Carl-Werner Sanne (born October 13, 1923 in Stuttgart ; † July 4, 1981 in Bonn ) was a German diplomat .

Life

Sanne was the son of the professional officer Werner Sanne , who was Lieutenant General during the German attack on Stalingrad during the Second World War and was the commander of the 100th Jäger Division (Wehrmacht) , and because of his father's transfers he attended schools in Rostock , Ludwigslust , Paderborn , Bad Kissingen and Wins . After graduating from high school , he began his military service in the Navy in 1940 and served there until the end of the Second World War.

After the end of the war, he began training as a businessman at Siemens & Halske in 1945 and at the same time completed a degree in business administration at the Ludwig Maximilians University in Munich , which he completed in 1951 with a degree in business administration.

After completing his studies, he joined the newly established Foreign Office in 1951 , making him one of the first diplomats in the Foreign Service of the Federal Republic of Germany and working at the headquarters in Bonn until 1953. In 1953 he received his doctorate from LMU Munich. oec. publ. with a dissertation on the issue of rationalization problems in the current economy with special consideration of German industry .

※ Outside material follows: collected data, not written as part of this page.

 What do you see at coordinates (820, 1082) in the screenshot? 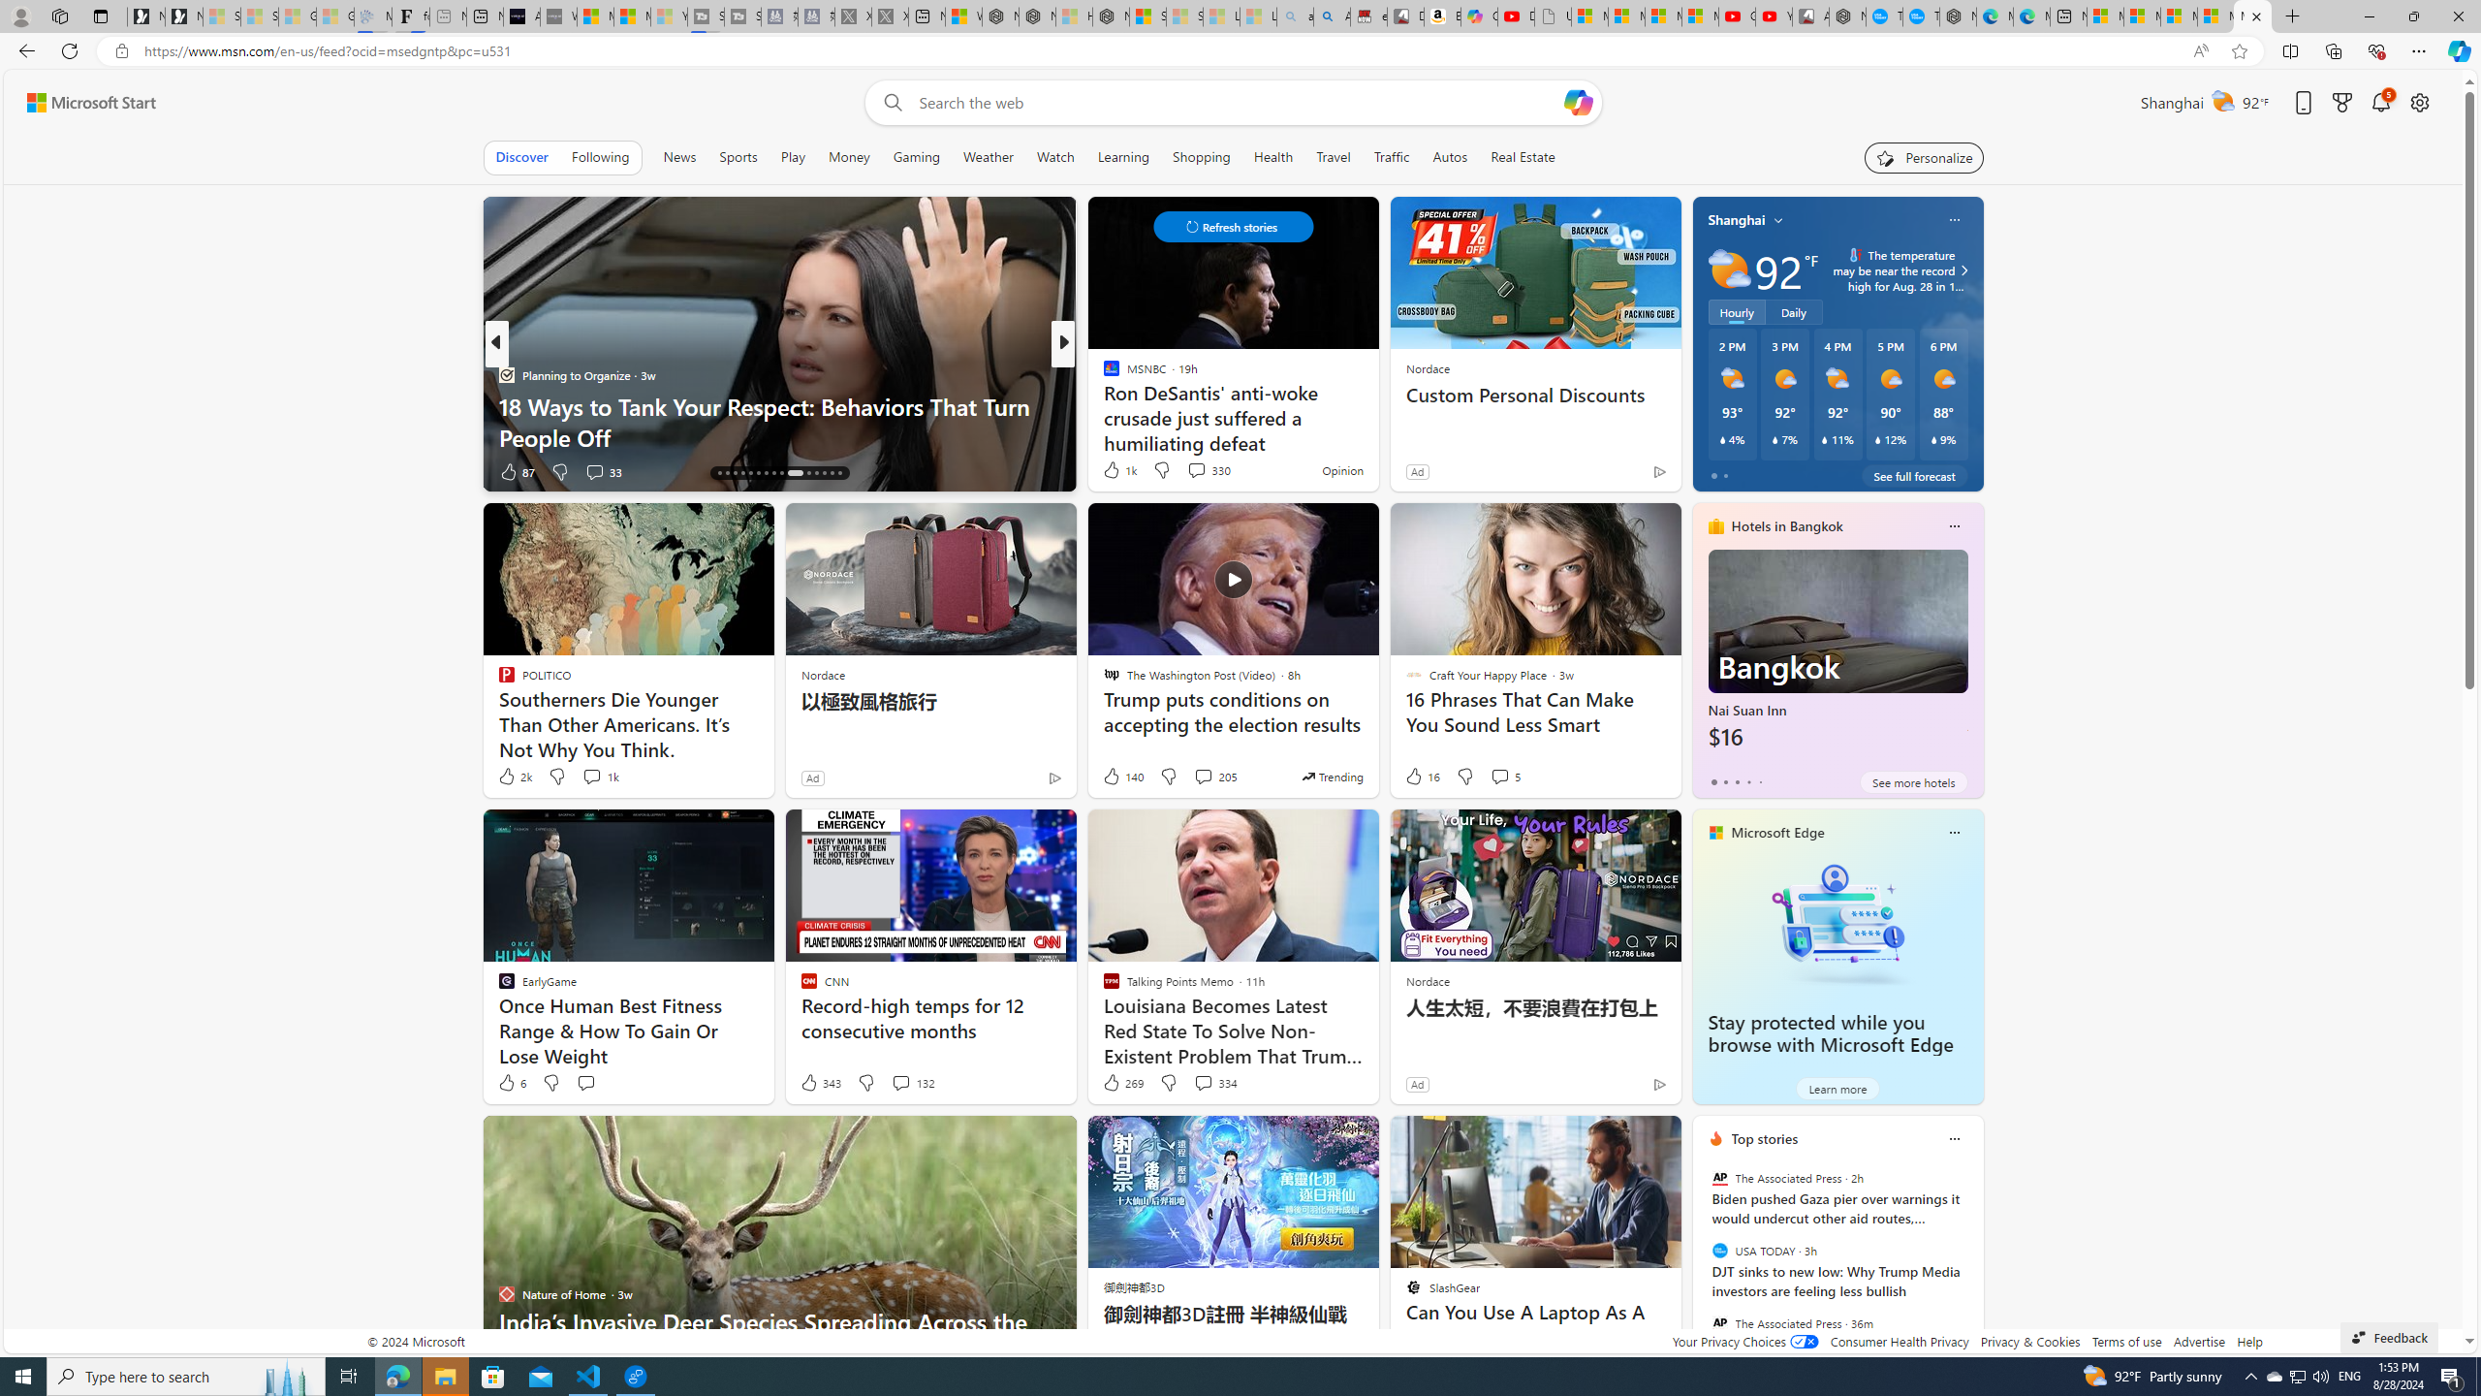
I see `343 Like` at bounding box center [820, 1082].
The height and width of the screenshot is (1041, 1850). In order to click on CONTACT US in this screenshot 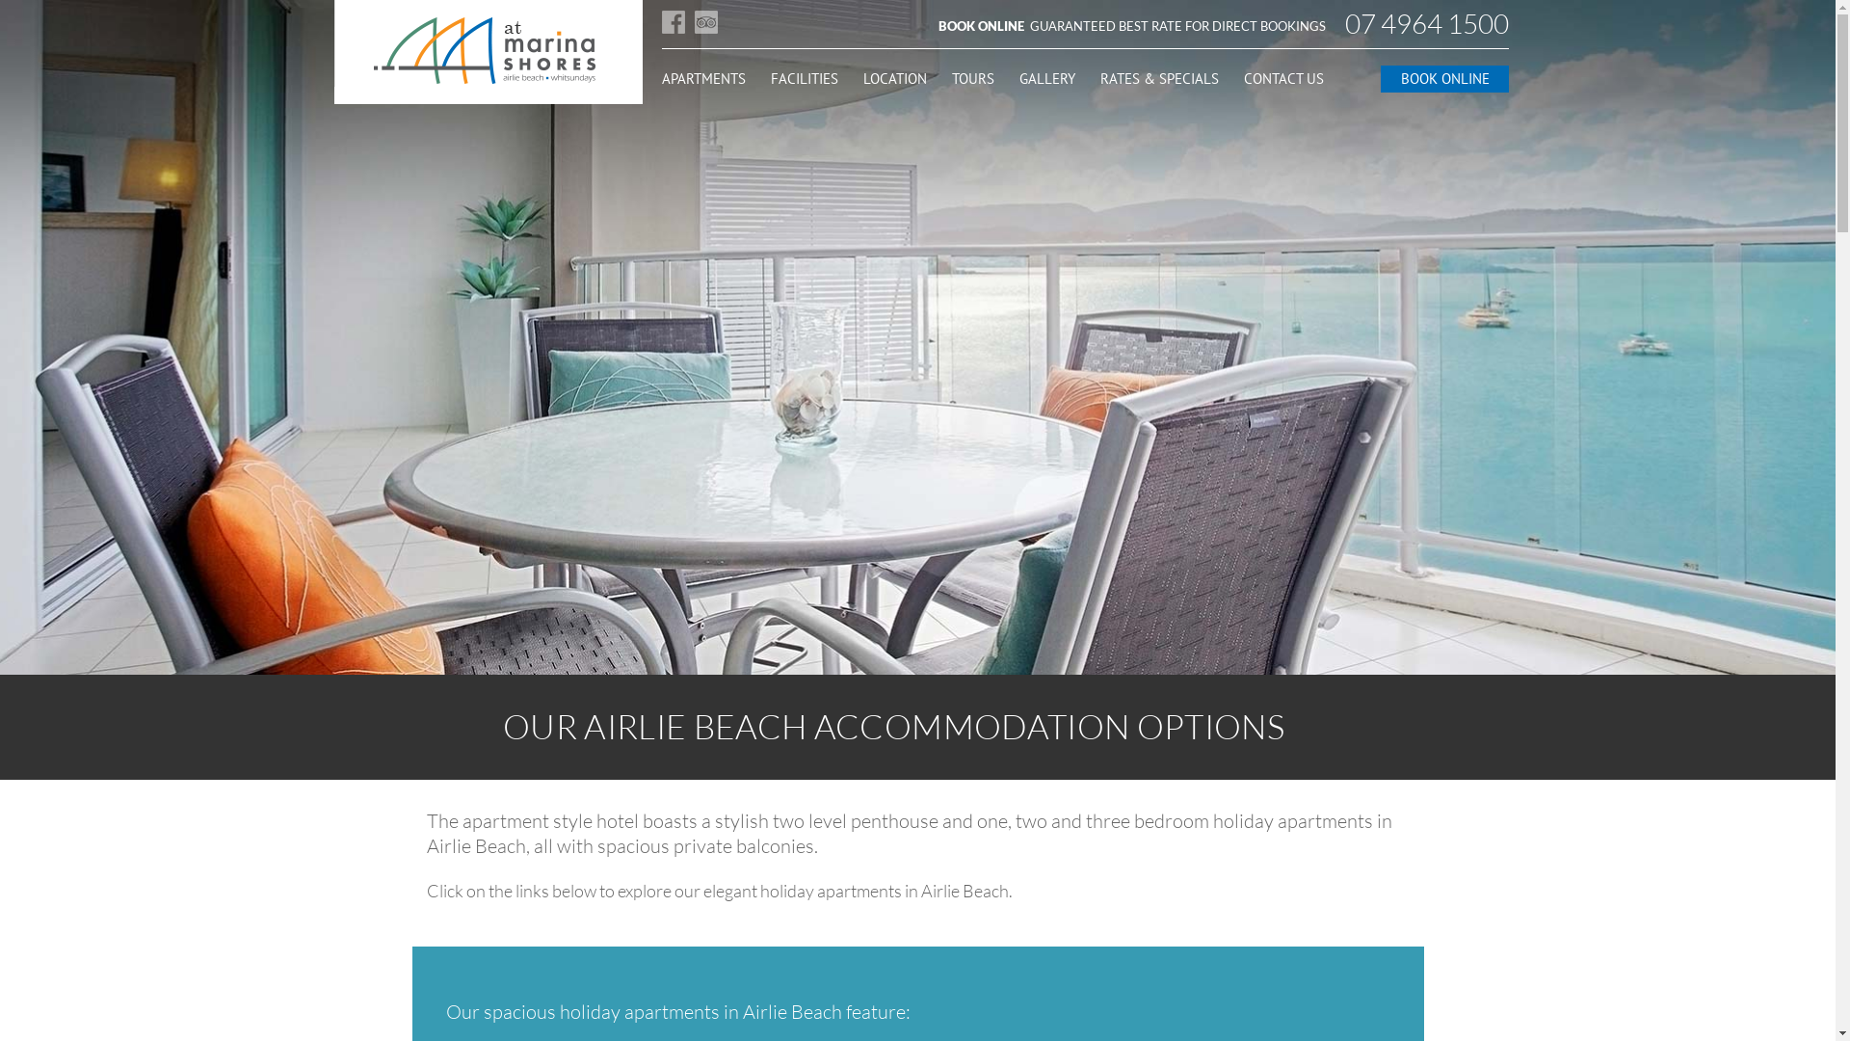, I will do `click(1283, 79)`.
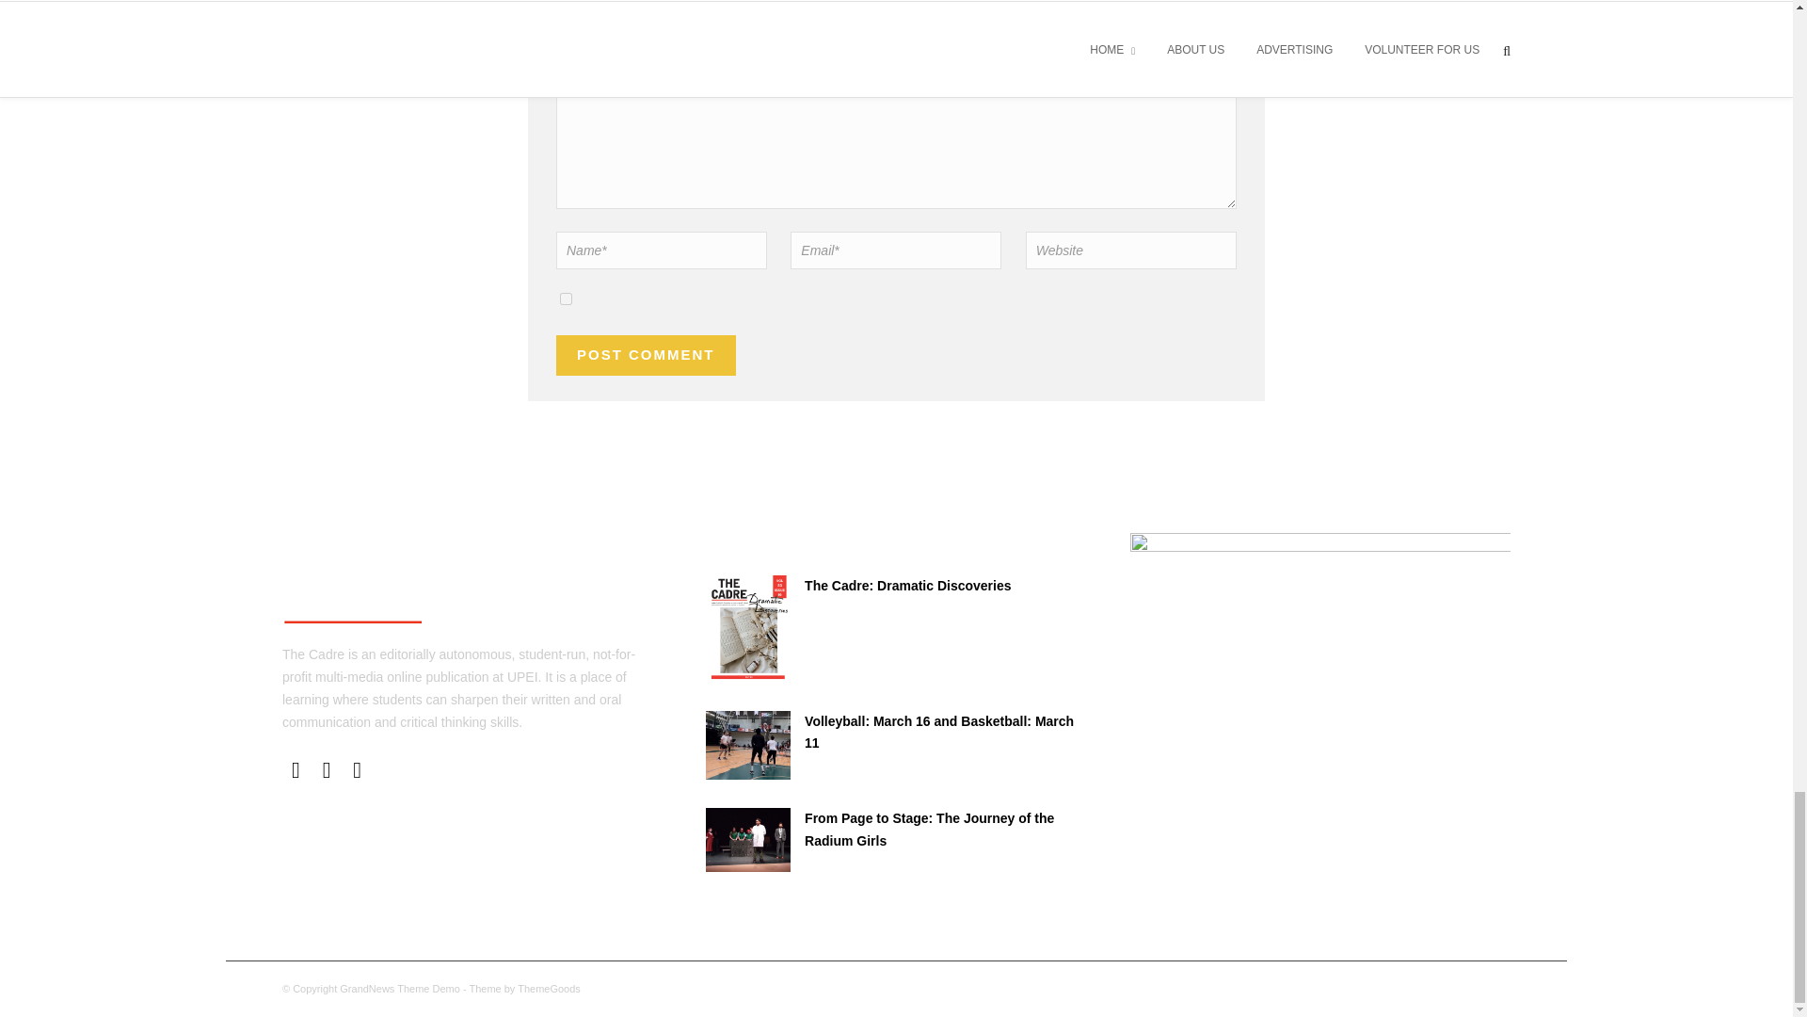 Image resolution: width=1807 pixels, height=1017 pixels. Describe the element at coordinates (646, 355) in the screenshot. I see `Post Comment` at that location.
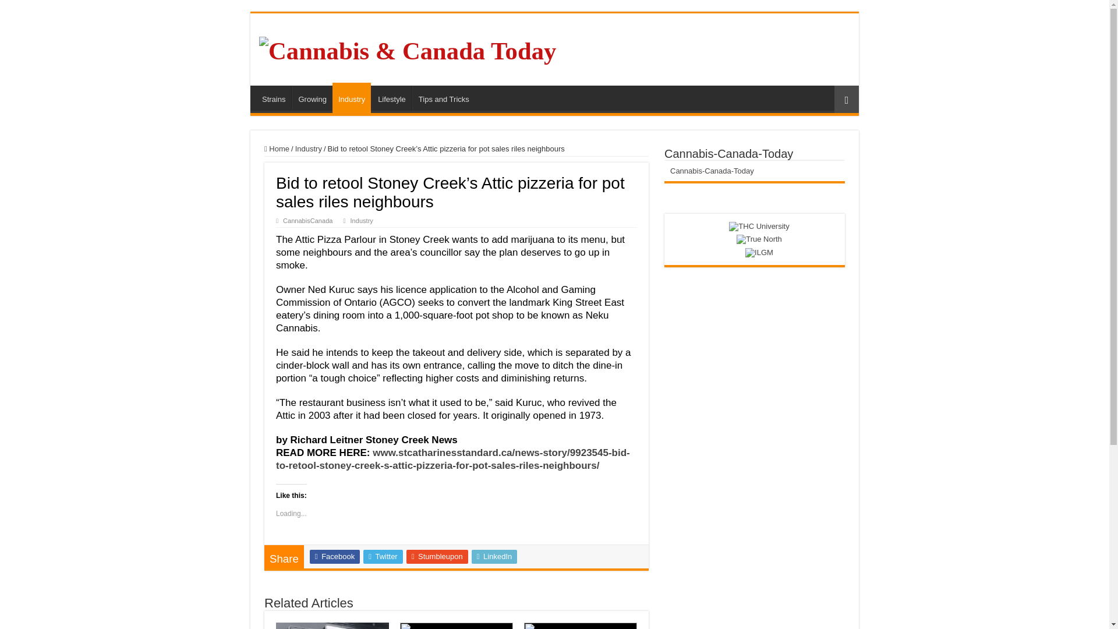  Describe the element at coordinates (352, 98) in the screenshot. I see `Industry` at that location.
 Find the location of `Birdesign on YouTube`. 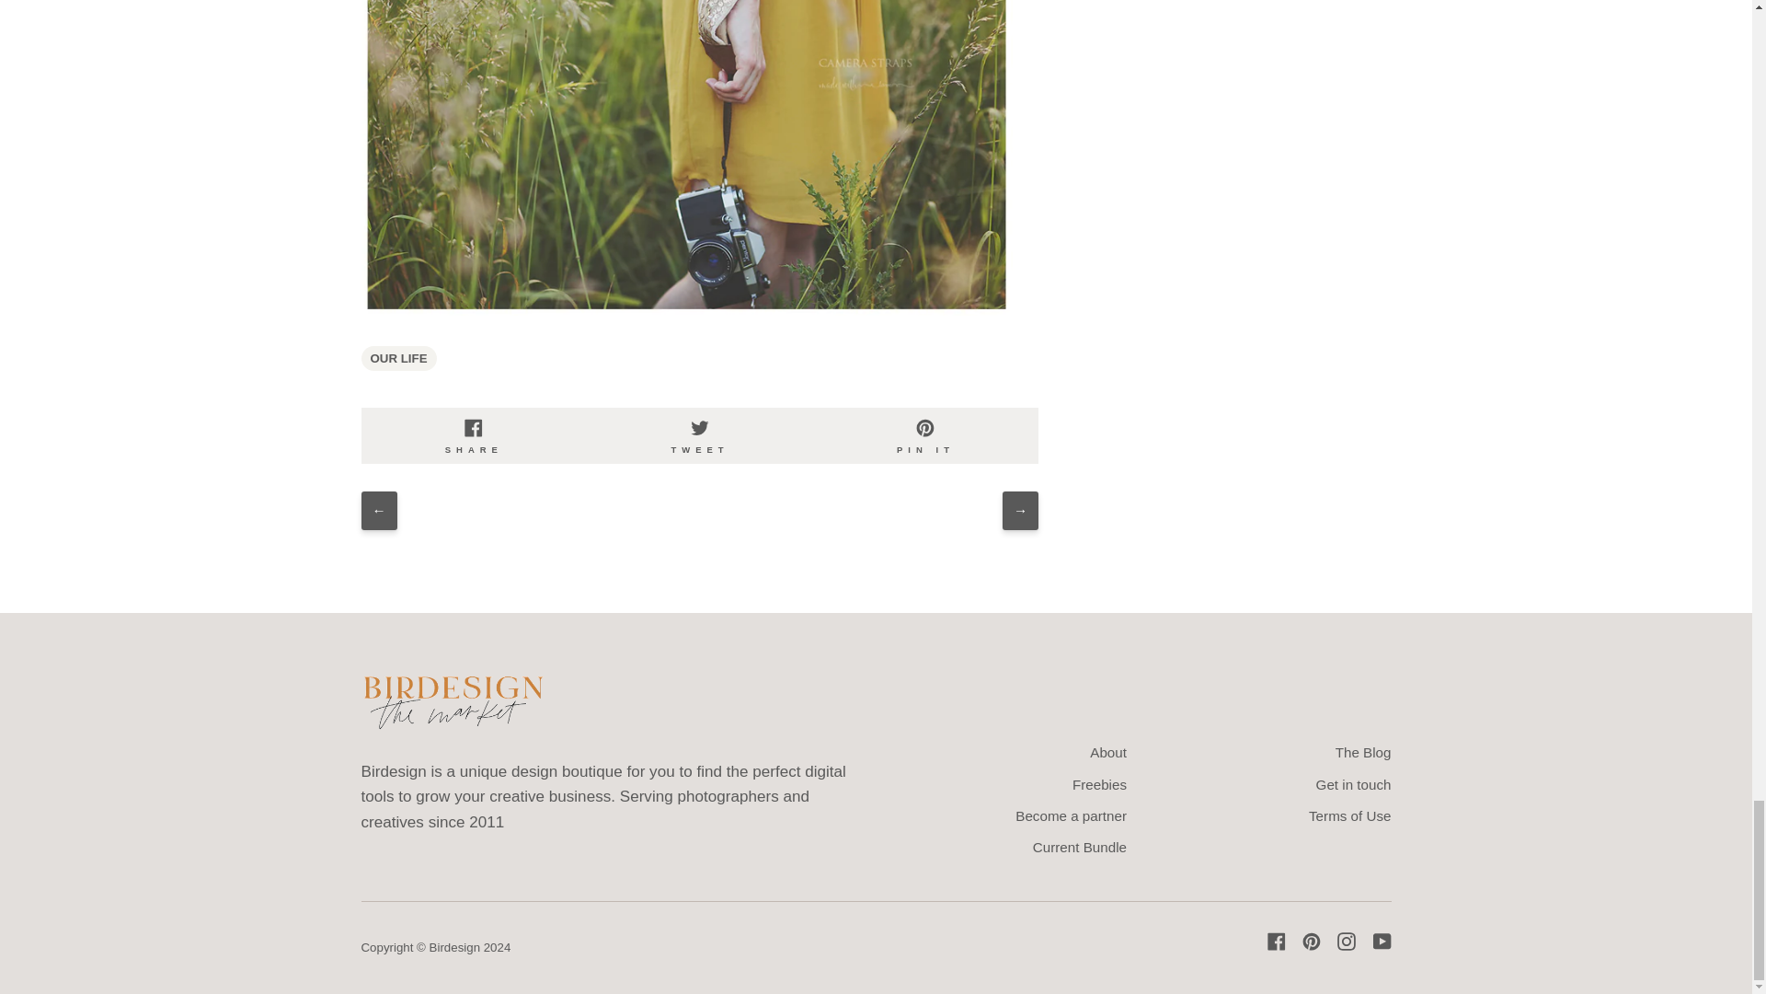

Birdesign on YouTube is located at coordinates (1382, 940).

He then worked at the embassy in France , and then from 1956 to 1959 at the permanent mission to NATO in Paris , before he returned to the Foreign Office. He then worked for a diplomatic mission abroad from 1963 to 1966 and then worked on the planning staff of the Foreign Office. In 1969 he moved together with Egon Bahr from there to the Federal Chancellery , where he among the chancellors Willy Brandt and Helmut Schmidt as Senior Legation Counselor was head of the Department of Foreign Affairs and Germany policy. In this function he played a key role in the basic treaty concluded with the German Democratic Republic on December 21, 1972 . He had previously participated in negotiations with Poland and thus contributed to the initiation of the New Ostpolitik .

When Schmidt wanted to appoint Sanne as State Secretary for Germany and Ostpolitik in the Federal Chancellery after the 1976 Bundestag election , this failed due to resistance from coalition partner FDP , as Federal Foreign Minister Hans-Dietrich Genscher saw the competence and influence of the Foreign Office at risk.

Instead, Sanne succeeded Axel Herbst as Ambassador and Head of the Permanent Mission to the United Nations in Geneva in 1976 and held this position until he was replaced by Per Fischer in 1978.

He then became State Secretary for the Federal Ministry for Economic Cooperation in February 1978 and held this office until his death. Shortly before, in 1978, the intention was given up to appoint the recognized expert on German political issues as the successor to Günter Gaus as head of the permanent representation in the GDR, as Sanne had been suffering from cancer since 1976 . Instead, Gaus should succeed Sanne as permanent representative at the UN in Geneva.

Web links

Individual evidence

  1. ^ Federal Chancellery: Note on a treaty between the FRG and Poland , Bonn, June 9, 1970.
  2. ^ List of German UN ambassadors. ( Memento of the original from February 4, 2016 in the Internet Archive ) Info: The archive link was inserted automatically and has not yet been checked. Please check the original and archive link according to the instructions and then remove this notice. on dgvn.de @1@ 2Template: Webachiv / IABot / www.dgvn.de
  3. Panorama: Post poker about Gauss succession. in Spiegel No. 14/1978, page 20.